New technologies are changing the way we collect biodiversity data. What once required taking expensive, bulky and fragile equipment on field trips can now be collected on cheap, compact and robust devices.

A recent paper in the Biodiversity Data Journal on the construction of an environmental data-logger using the Arduino platform is described, in hopes that it will encourage the adoption of new data collection technologies by biodiversity scientists and foster new collaborations with both electronics hobbyists and electronics engineers who have an interest in biodiversity.

Juggling may seem like mere entertainment, but a study led by Johns Hopkins engineers used this circus skill to gather critical clues about how vision and the sense of touch help control the way humans and animals move their limbs in a repetitive way, such as in running.

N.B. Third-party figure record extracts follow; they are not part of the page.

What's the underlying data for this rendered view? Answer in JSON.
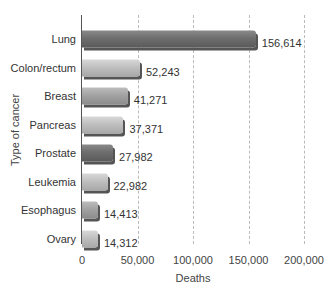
{
  "chart_data": {
    "type": "bar",
    "orientation": "horizontal",
    "title": "",
    "xlabel": "Deaths",
    "ylabel": "Type of cancer",
    "xlim": [
      0,
      200000
    ],
    "xticks": [
      "0",
      "50,000",
      "100,000",
      "150,000",
      "200,000"
    ],
    "grid": "vertical dashed",
    "legend": "none",
    "categories": [
      "Lung",
      "Colon/rectum",
      "Breast",
      "Pancreas",
      "Prostate",
      "Leukemia",
      "Esophagus",
      "Ovary"
    ],
    "values": [
      156614,
      52243,
      41271,
      37371,
      27982,
      22982,
      14413,
      14312
    ],
    "value_labels": [
      "156,614",
      "52,243",
      "41,271",
      "37,371",
      "27,982",
      "22,982",
      "14,413",
      "14,312"
    ],
    "bar_shades": [
      "dark",
      "light",
      "mid",
      "light",
      "dark",
      "light",
      "mid",
      "light"
    ]
  },
  "colors": {
    "dark_bar": "#6e6e6e",
    "light_bar": "#bdbdbd",
    "mid_bar": "#a0a0a0",
    "grid": "#bbbbbb",
    "text": "#333333"
  }
}
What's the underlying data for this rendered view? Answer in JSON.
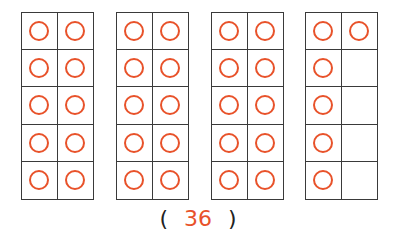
{
  "frames": [
    {
      "left": 21,
      "filled": [
        true,
        true,
        true,
        true,
        true,
        true,
        true,
        true,
        true,
        true
      ]
    },
    {
      "left": 116,
      "filled": [
        true,
        true,
        true,
        true,
        true,
        true,
        true,
        true,
        true,
        true
      ]
    },
    {
      "left": 211,
      "filled": [
        true,
        true,
        true,
        true,
        true,
        true,
        true,
        true,
        true,
        true
      ]
    },
    {
      "left": 305,
      "filled": [
        true,
        true,
        true,
        false,
        true,
        false,
        true,
        false,
        true,
        false
      ]
    }
  ],
  "answer": {
    "open_paren": "(",
    "value": "36",
    "close_paren": ")"
  },
  "colors": {
    "circle": "#e8522a",
    "grid": "#3a3a3a",
    "answer": "#e8522a"
  },
  "icons": {
    "counter": "circle-icon"
  }
}
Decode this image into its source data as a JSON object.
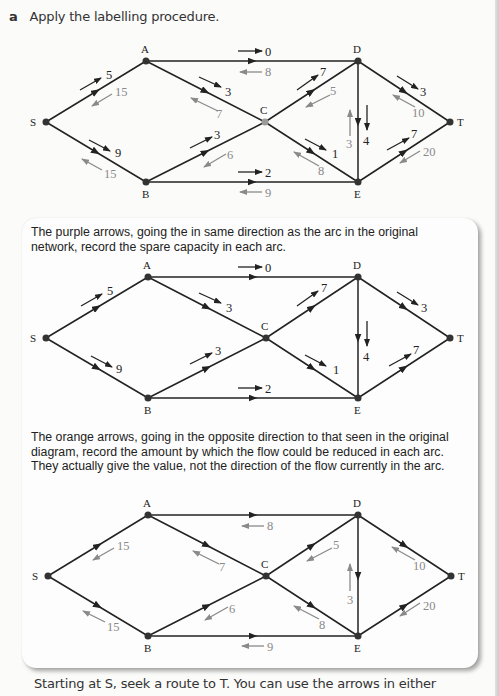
{
  "question": {
    "letter": "a",
    "instruction": "Apply the labelling procedure."
  },
  "box": {
    "paragraph_purple": "The purple arrows, going the in same direction as the arc in the original network, record the spare capacity in each arc.",
    "paragraph_orange": "The orange arrows, going in the opposite direction to that seen in the original diagram, record the amount by which the flow could be reduced in each arc. They actually give the value, not the direction of the flow currently in the arc."
  },
  "footer": {
    "text": "Starting at S, seek a route to T. You can use the arrows in either"
  },
  "nodes": {
    "S": "S",
    "A": "A",
    "B": "B",
    "C": "C",
    "D": "D",
    "E": "E",
    "T": "T"
  },
  "network": {
    "arcs": [
      {
        "from": "S",
        "to": "A",
        "spare": "5",
        "reduce": "15"
      },
      {
        "from": "S",
        "to": "B",
        "spare": "9",
        "reduce": "15"
      },
      {
        "from": "A",
        "to": "D",
        "spare": "0",
        "reduce": "8"
      },
      {
        "from": "A",
        "to": "C",
        "spare": "3",
        "reduce": "7"
      },
      {
        "from": "B",
        "to": "C",
        "spare": "3",
        "reduce": "6"
      },
      {
        "from": "B",
        "to": "E",
        "spare": "2",
        "reduce": "9"
      },
      {
        "from": "C",
        "to": "D",
        "spare": "7",
        "reduce": "5"
      },
      {
        "from": "C",
        "to": "E",
        "spare": "1",
        "reduce": "8"
      },
      {
        "from": "D",
        "to": "E",
        "spare": "4",
        "reduce": "3"
      },
      {
        "from": "D",
        "to": "T",
        "spare": "3",
        "reduce": "10"
      },
      {
        "from": "E",
        "to": "T",
        "spare": "7",
        "reduce": "20"
      }
    ]
  },
  "colors": {
    "spare_arrow": "#222222",
    "reduce_arrow": "#8a8a8a",
    "node": "#333333",
    "node_c_first": "#9a9a9a"
  }
}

The findings eventually may aid in the treatment of people with neurological diseases and could lead to prosthetic limbs and robots that move more efficiently.

The study was published online recently by the Journal of Neurophysiology and will be the cover article in the journal's March 2014 print edition.

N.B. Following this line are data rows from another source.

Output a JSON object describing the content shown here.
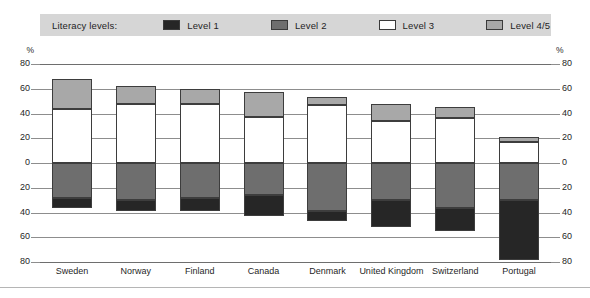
{
  "legend": {
    "title": "Literacy levels:",
    "items": [
      {
        "label": "Level 1",
        "color": "#262626",
        "icon": "legend-swatch-level-1"
      },
      {
        "label": "Level 2",
        "color": "#6e6e6e",
        "icon": "legend-swatch-level-2"
      },
      {
        "label": "Level 3",
        "color": "#ffffff",
        "icon": "legend-swatch-level-3"
      },
      {
        "label": "Level 4/5",
        "color": "#a8a8a8",
        "icon": "legend-swatch-level-4-5"
      }
    ],
    "background": "#d6d6d6"
  },
  "axis": {
    "unit_left": "%",
    "unit_right": "%",
    "ticks": [
      "80",
      "60",
      "40",
      "20",
      "0",
      "20",
      "40",
      "60",
      "80"
    ]
  },
  "chart_data": {
    "type": "bar",
    "title": "",
    "subtitle": "",
    "xlabel": "",
    "ylabel": "%",
    "stacked": true,
    "orientation": "vertical",
    "diverging_baseline": 0,
    "grid": true,
    "legend_position": "top",
    "ylim": [
      -80,
      80
    ],
    "yticks": [
      80,
      60,
      40,
      20,
      0,
      -20,
      -40,
      -60,
      -80
    ],
    "ytick_labels": [
      "80",
      "60",
      "40",
      "20",
      "0",
      "20",
      "40",
      "60",
      "80"
    ],
    "categories": [
      "Sweden",
      "Norway",
      "Finland",
      "Canada",
      "Denmark",
      "United Kingdom",
      "Switzerland",
      "Portugal"
    ],
    "series": [
      {
        "name": "Level 1",
        "color": "#262626",
        "direction": "down",
        "values": [
          8,
          9,
          11,
          17,
          8,
          22,
          19,
          48
        ]
      },
      {
        "name": "Level 2",
        "color": "#6e6e6e",
        "direction": "down",
        "values": [
          28,
          30,
          28,
          26,
          39,
          30,
          36,
          30
        ]
      },
      {
        "name": "Level 3",
        "color": "#ffffff",
        "direction": "up",
        "values": [
          44,
          48,
          48,
          37,
          47,
          34,
          36,
          17
        ]
      },
      {
        "name": "Level 4/5",
        "color": "#a8a8a8",
        "direction": "up",
        "values": [
          24,
          14,
          12,
          20,
          6,
          14,
          9,
          4
        ]
      }
    ]
  }
}
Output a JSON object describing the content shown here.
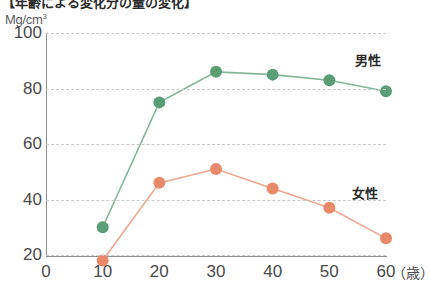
{
  "title": "【年齢による変化分の量の変化】",
  "axis": {
    "y_unit": "Mg/cm",
    "y_unit_sup": "3",
    "x_unit": "（歳）",
    "y_ticks": [
      "20",
      "40",
      "60",
      "80",
      "100"
    ],
    "x_ticks": [
      "0",
      "10",
      "20",
      "30",
      "40",
      "50",
      "60"
    ]
  },
  "legend": {
    "male": "男性",
    "female": "女性"
  },
  "colors": {
    "male": "#5A9E78",
    "female": "#E8896A",
    "grid": "#C9C9C9",
    "axis": "#8E8E8E",
    "text": "#4A4A4A",
    "background": "#FFFFFF"
  },
  "chart_data": {
    "type": "line",
    "title": "【年齢による変化分の量の変化】",
    "xlabel": "（歳）",
    "ylabel": "Mg/cm3",
    "xlim": [
      0,
      60
    ],
    "ylim": [
      20,
      100
    ],
    "grid": true,
    "legend_position": "inline-right",
    "x": [
      10,
      20,
      30,
      40,
      50,
      60
    ],
    "series": [
      {
        "name": "男性",
        "color": "#5A9E78",
        "values": [
          30,
          75,
          86,
          85,
          83,
          79
        ]
      },
      {
        "name": "女性",
        "color": "#E8896A",
        "values": [
          18,
          46,
          51,
          44,
          37,
          26
        ]
      }
    ]
  }
}
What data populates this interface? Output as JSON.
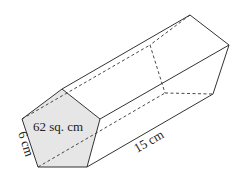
{
  "diagram": {
    "type": "pentagonal-prism",
    "front_face": {
      "area_label": "62 sq. cm",
      "fill": "#e6e6e6",
      "vertices": [
        [
          62,
          89
        ],
        [
          100,
          119
        ],
        [
          87,
          167
        ],
        [
          38,
          167
        ],
        [
          22,
          119
        ]
      ]
    },
    "back_face": {
      "vertices": [
        [
          190,
          15
        ],
        [
          229,
          45
        ],
        [
          213,
          94
        ],
        [
          165,
          93
        ],
        [
          150,
          45
        ]
      ]
    },
    "labels": {
      "side_length": "6 cm",
      "prism_length": "15 cm",
      "area": "62 sq. cm"
    },
    "colors": {
      "stroke": "#333333",
      "face_fill": "#e6e6e6",
      "background": "#ffffff"
    }
  }
}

Recent research has shown an alarming number of peer-reviewed papers are irreproducible and it isn't just social sciences surveys or weak observational studies. It's in fields like biology.

This news release is available in German.

Wetlands, including peatlands, have a high content of humic substances, which are organic compounds that form during incomplete decomposition of biomass. Under anoxic conditions, soil bacteria can use these organic compounds during respiration as electron acceptors. Many organisms (including us humans) instead use oxygen as the electron acceptor.

A new University of Virginia psychology study has found that a sample of mostly white American children – as young as 7, and particularly by age 10 – report that black children feel less pain than white children.

The study, which builds on previous research on bias among adults involving pain perception, is published in the Feb. 28 issue of the British Journal of Developmental Psychology.

"Our research shows that a potentially very harmful bias in adults emerges during middle childhood, and appears to develop across childhood," said the study's lead investigator, Rebecca Dore, a Ph.D. candidate in developmental psychology at U.Va.